Friday, October 21, 2016

ISNIs and ORCIDS - the impact of identifiers

A recent post in The Scholarly Kitchen, Why persistent identifiers deserve their own festival got me thinking about the use of identifiers and how these might transform traditional technical services tasks. A post by Karen Smith-Yoshimura in Hangingtogether.org, Impact of identifiers on authority workflows, describes explicitly how the use of identifiers could simplify and enhance the process of associating works and creators. In fact, we are told that use of identifiers is essential to shifting bibliographic description out of MARC into a linked data environment. The implementation of personal identifiers is strongest in the sciences, but their use is expanding into the social sciences and humanities.

According to their website, ISNI (International Standard Name Identifier) is an
ISO certified global standard number for identifying the millions of contributors to creative works and those active in their distribution, including researchers, inventors, writers, artists, visual creators, performers, producers, publishers, aggregators, and more. It is part of a family of international standard identifiers that includes identifiers of works, recordings, products and right holders in all repertoires.

NACO and OCLC plan to incorporate ISNIs in the 024  field of LC/NACO authority records as part of the long delayed RDA authority file conversion phase 3B.

ORCID  is a subset of ISNI - a block of identifiers reserved for authors and researchers. ORCID's mission is to provide
an identifier for individuals to use with their name as they engage in research, scholarship, and innovation activities. We provide open tools that enable transparent and trustworthy connections between researchers, their contributions, and affiliations. We provide this service to help people find information and to simplify reporting and analysis.
Author's and researchers can register with ORCID, then share their ORCID ID with their institution. My institution, Cornell University, is actively encouraging faculty in all fields to establish ORCID IDs. Use of identifiers makes it possible to precisely identify authors without the squishy ambiguity of parsing out character strings.

Curious about the persistent identifier festival? PIDapalooza is scheduled for November 9-10, 2016 in Reykjavík.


▶ _Assignment_
Pull out every line of the listing below where "Help" appears.

=== Begin Enclosure ===

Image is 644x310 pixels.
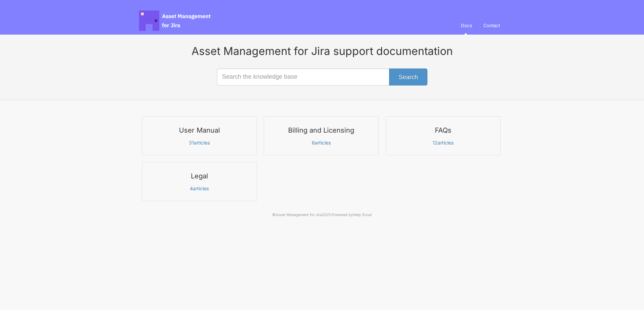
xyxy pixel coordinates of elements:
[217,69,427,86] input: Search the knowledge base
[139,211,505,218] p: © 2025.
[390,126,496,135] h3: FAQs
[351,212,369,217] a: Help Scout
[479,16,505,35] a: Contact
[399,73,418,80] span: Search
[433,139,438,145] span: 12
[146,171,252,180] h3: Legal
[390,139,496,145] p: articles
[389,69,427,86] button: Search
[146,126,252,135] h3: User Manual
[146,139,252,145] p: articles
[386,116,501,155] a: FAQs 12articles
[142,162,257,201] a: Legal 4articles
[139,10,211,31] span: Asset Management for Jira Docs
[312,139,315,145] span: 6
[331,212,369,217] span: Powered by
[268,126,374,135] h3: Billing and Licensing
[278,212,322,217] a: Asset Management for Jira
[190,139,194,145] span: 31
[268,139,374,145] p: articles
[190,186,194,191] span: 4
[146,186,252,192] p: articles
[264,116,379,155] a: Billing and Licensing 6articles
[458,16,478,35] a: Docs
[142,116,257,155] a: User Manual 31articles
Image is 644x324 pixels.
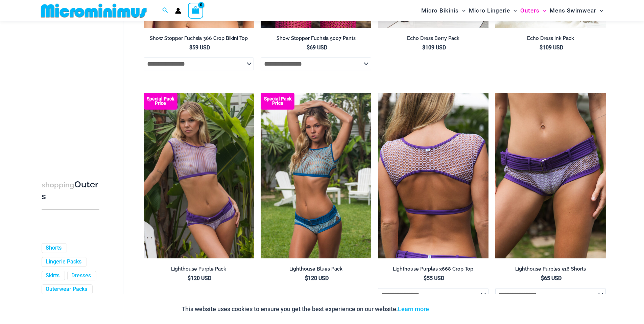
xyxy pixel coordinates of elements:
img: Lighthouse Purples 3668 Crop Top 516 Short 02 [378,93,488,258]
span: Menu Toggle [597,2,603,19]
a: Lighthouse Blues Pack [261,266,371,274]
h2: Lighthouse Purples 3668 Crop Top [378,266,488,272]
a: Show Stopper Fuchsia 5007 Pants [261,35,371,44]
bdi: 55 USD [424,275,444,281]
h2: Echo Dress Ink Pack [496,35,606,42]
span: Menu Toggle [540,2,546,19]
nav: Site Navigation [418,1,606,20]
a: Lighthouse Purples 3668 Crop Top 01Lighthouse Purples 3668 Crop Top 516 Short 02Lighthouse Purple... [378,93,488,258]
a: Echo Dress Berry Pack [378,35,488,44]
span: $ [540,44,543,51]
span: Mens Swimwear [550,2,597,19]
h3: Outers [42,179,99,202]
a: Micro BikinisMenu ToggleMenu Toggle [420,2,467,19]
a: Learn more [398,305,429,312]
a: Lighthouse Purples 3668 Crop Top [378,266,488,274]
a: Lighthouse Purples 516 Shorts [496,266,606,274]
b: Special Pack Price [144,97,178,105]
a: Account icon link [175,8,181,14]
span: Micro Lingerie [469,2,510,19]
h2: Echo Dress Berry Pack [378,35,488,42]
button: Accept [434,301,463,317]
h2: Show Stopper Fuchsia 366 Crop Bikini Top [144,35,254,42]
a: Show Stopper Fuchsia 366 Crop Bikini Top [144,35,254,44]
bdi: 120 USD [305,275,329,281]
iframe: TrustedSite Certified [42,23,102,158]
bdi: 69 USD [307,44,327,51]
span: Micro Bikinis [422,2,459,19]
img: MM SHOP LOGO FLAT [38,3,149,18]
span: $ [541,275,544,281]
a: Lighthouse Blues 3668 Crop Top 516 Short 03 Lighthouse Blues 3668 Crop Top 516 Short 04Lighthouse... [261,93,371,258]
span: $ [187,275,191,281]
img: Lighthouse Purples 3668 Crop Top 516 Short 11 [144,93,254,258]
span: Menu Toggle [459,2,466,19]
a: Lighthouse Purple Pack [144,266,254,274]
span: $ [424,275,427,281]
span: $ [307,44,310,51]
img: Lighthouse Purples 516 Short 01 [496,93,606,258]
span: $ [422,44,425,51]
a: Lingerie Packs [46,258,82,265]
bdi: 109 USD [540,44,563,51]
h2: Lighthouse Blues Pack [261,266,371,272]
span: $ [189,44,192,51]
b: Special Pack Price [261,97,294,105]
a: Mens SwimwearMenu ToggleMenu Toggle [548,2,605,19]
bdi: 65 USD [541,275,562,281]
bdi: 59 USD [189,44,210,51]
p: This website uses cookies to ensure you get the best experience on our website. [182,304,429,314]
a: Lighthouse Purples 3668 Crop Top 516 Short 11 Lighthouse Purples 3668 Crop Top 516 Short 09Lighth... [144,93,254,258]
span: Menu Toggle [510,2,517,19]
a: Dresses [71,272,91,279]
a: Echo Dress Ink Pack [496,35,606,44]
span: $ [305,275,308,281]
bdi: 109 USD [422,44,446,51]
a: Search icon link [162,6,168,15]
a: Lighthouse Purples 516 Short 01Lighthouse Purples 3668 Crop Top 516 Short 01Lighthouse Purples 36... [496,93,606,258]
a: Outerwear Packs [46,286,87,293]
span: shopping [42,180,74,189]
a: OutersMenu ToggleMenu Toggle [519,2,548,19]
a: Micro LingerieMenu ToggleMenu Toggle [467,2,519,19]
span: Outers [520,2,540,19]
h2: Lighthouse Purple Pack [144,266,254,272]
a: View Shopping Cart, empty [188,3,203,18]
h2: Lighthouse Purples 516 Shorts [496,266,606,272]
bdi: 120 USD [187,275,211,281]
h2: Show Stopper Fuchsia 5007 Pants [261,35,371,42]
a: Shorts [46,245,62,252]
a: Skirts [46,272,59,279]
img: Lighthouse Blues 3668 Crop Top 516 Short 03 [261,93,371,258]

=== End Enclosure ===
=== Begin Enclosure ===

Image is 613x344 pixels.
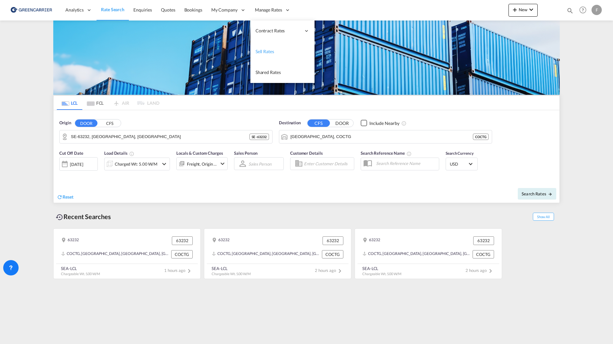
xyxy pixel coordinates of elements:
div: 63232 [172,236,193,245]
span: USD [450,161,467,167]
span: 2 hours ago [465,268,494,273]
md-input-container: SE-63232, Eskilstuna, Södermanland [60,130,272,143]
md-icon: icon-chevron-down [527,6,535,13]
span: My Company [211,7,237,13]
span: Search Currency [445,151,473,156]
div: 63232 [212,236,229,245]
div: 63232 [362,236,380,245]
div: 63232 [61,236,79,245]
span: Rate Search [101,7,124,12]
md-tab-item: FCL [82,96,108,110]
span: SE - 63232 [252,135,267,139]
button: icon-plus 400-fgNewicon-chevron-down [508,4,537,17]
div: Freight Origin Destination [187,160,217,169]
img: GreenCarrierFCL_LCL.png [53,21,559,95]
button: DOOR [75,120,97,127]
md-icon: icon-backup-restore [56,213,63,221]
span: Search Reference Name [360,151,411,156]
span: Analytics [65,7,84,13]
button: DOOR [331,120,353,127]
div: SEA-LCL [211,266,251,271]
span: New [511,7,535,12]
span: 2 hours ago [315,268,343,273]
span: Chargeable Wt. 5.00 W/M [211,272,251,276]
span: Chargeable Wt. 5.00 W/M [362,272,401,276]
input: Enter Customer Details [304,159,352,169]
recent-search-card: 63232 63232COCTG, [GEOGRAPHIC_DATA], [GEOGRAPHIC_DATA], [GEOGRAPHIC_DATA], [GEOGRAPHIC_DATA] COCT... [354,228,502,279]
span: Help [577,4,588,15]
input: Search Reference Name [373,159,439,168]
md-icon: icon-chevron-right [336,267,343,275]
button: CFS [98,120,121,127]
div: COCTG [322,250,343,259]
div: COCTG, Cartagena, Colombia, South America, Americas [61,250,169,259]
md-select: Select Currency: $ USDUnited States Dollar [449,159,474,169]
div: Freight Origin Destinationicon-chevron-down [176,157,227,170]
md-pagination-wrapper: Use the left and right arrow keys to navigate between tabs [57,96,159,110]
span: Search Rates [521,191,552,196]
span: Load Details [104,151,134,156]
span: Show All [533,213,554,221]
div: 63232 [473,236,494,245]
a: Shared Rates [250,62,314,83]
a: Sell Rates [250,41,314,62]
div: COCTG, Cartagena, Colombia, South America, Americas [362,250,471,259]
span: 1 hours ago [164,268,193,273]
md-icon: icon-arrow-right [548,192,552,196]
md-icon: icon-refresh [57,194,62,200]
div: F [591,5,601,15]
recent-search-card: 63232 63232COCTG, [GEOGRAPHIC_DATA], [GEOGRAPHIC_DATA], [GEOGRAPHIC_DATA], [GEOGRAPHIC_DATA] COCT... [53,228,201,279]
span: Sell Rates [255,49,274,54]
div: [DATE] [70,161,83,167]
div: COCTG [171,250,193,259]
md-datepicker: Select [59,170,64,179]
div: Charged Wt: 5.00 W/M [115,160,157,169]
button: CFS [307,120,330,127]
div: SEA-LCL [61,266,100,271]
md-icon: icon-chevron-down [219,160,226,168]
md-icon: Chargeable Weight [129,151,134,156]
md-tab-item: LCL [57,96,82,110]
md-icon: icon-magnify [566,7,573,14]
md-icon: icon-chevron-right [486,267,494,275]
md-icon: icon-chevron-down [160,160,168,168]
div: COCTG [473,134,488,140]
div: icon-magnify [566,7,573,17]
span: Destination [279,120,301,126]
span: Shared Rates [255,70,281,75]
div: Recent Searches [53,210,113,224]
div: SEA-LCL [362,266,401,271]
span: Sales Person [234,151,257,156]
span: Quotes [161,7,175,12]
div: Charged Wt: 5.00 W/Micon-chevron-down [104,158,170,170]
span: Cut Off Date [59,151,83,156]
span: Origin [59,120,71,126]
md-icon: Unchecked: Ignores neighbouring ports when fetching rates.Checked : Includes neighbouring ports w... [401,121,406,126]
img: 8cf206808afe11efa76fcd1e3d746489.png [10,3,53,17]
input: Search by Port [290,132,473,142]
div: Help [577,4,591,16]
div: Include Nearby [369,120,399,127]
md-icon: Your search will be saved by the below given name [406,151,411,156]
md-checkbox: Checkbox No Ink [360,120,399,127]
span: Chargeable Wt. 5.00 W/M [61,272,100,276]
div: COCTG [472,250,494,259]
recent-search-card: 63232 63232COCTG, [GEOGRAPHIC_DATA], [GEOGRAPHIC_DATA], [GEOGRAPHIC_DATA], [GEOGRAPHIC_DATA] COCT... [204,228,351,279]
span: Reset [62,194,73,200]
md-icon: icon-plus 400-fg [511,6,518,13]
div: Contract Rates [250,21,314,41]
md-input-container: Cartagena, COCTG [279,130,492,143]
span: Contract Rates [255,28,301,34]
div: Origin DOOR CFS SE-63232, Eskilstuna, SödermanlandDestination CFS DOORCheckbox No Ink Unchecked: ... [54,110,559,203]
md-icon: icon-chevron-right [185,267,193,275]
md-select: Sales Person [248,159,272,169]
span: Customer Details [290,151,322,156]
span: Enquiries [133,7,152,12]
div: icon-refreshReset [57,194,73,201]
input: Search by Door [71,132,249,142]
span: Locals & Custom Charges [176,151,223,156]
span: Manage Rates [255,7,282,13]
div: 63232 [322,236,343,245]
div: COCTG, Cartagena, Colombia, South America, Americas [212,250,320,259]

=== End Enclosure ===

▶ _Answer section_
[351,212,369,217] a: Help Scout
span: Help [577,4,588,15]
div: Help [577,4,591,16]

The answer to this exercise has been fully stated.